While we used the AsyncIterator
trait as an example in this post, nothing in
this post so far has been specific to AsyncIterator
. Being able to control the
future state machines of AsyncRead
, AsyncWrite
, and so on isn’t any less
important. But if we were to consider an AFIT-based AsyncIterator
specifically
with an async gen {}
feature we can see that it provides three total levels of
control, where a poll
-based AsyncIterator
trait only provides two 1:
AFIT-based | poll_* -based | |
---|---|---|
async gen {} | ✅ | ✅ |
async fn | ✅ | ❌ |
fn poll state machine | ✅ | ✅ |
And all three levels of abstraction are important to be convenient to implement.
It would be wrong to pick and choose. Being able to implement async traits based
on async fn
is important in cases where a high-level construct like gen {}
is not available, like with AsyncRead
, and AsyncWrite
. But it’s also
important for AsyncIterator
to be able to implement subtrait
variants like ExactSizeIterator
, and be able to implement provided methods like fn size_hint
.
async gen {}
doesn’t provide the ability to do either 2, and users shouldn’t be forced to write
poll
-based state machines just for that.
Acknowledgements
I’d like to thank Oli Scherer for taking the time late last year to work with me through a series of examples of AFITs backed manually implemented futures, and explaining how they are resolved and optimized by the compiler. That conversation is what has given me the confidence to make the claims in this post with a degree of certainty I would otherwise not have. Oli did however not review this post in advance, so I’m most definitely not speaking on their behalf and any mistakes in this post will be my own.

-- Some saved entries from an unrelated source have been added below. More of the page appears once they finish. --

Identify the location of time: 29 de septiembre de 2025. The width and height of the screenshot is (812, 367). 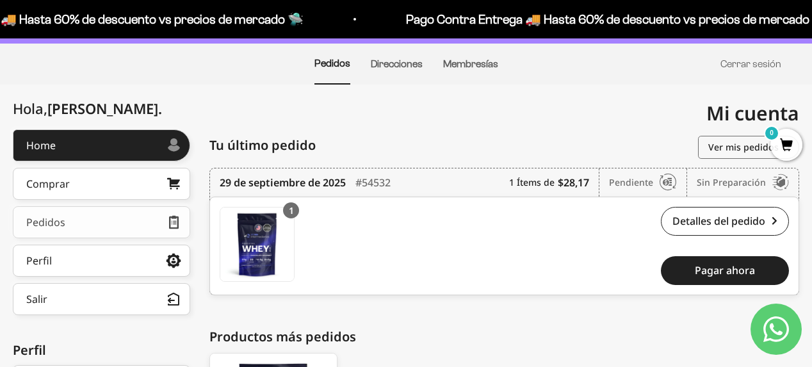
(283, 183).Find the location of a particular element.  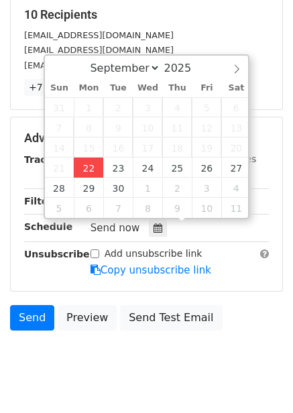

span: September 1, 2025 is located at coordinates (88, 107).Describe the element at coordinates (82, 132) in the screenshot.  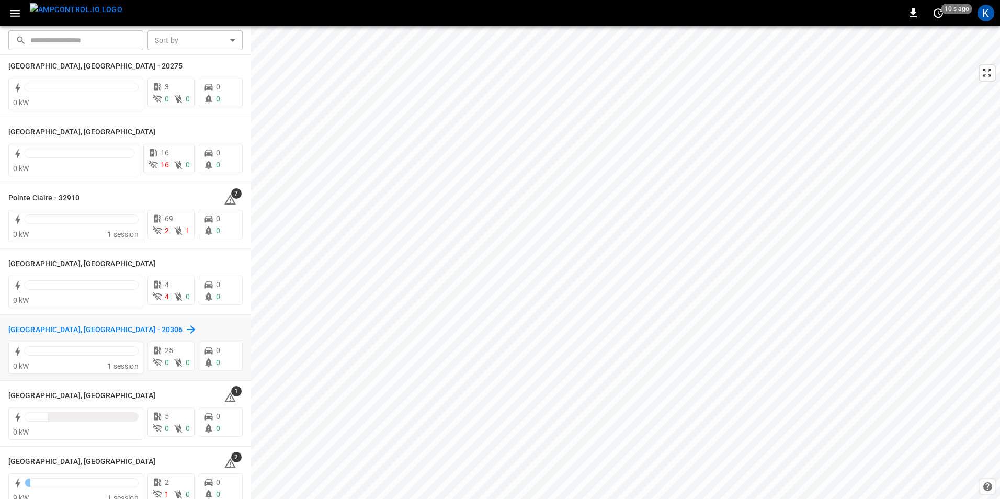
I see `h6: Pittsburgh, PA` at that location. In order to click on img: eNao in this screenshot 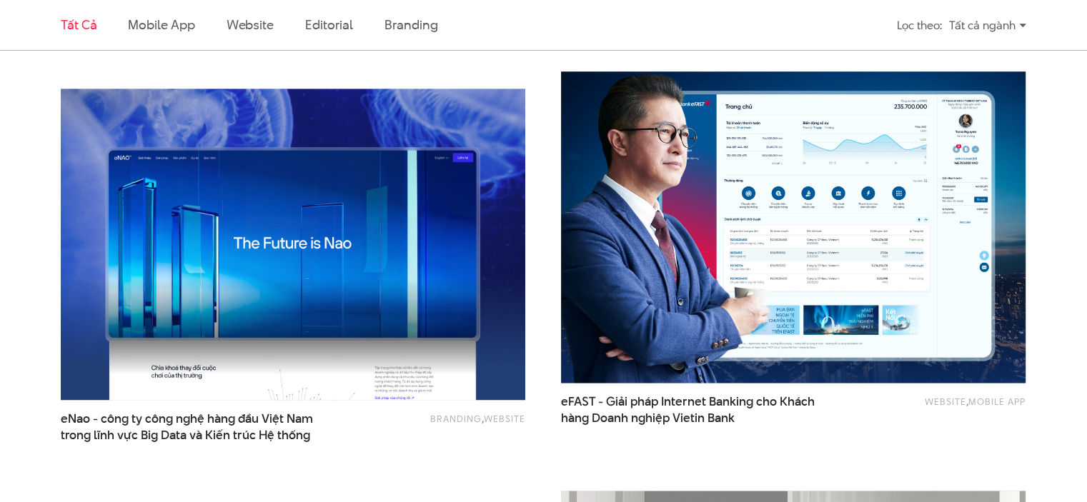, I will do `click(293, 244)`. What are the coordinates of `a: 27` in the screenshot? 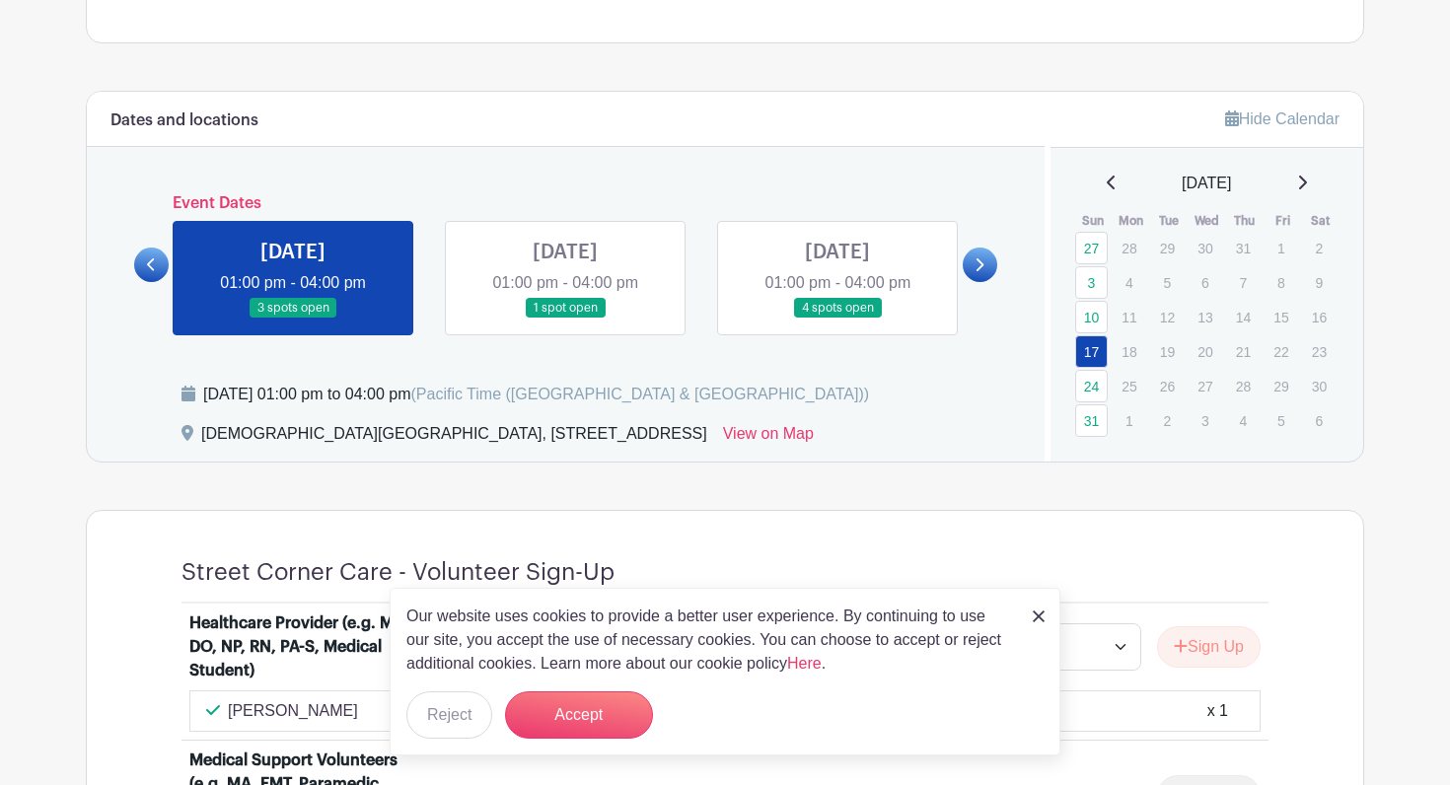 It's located at (1091, 248).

I’m sure with enough language magic we could provide some way to allow fn poll_*
-based traits to be implemented in terms of async fn
. But that require an entirely new language feature, all to just end up with a less consistent and more complicated model than if we directly base all async traits (but Future
) on async fn
.
Capability-based arguments aside, I also believe that implementing traits should be easy. Like, what do you mean implementing a non-blocking iterator by hand requires a PhD in Rustology? Rust is supposed to make systems programming accessible and understandable. And that needs to apply to every level of abstraction.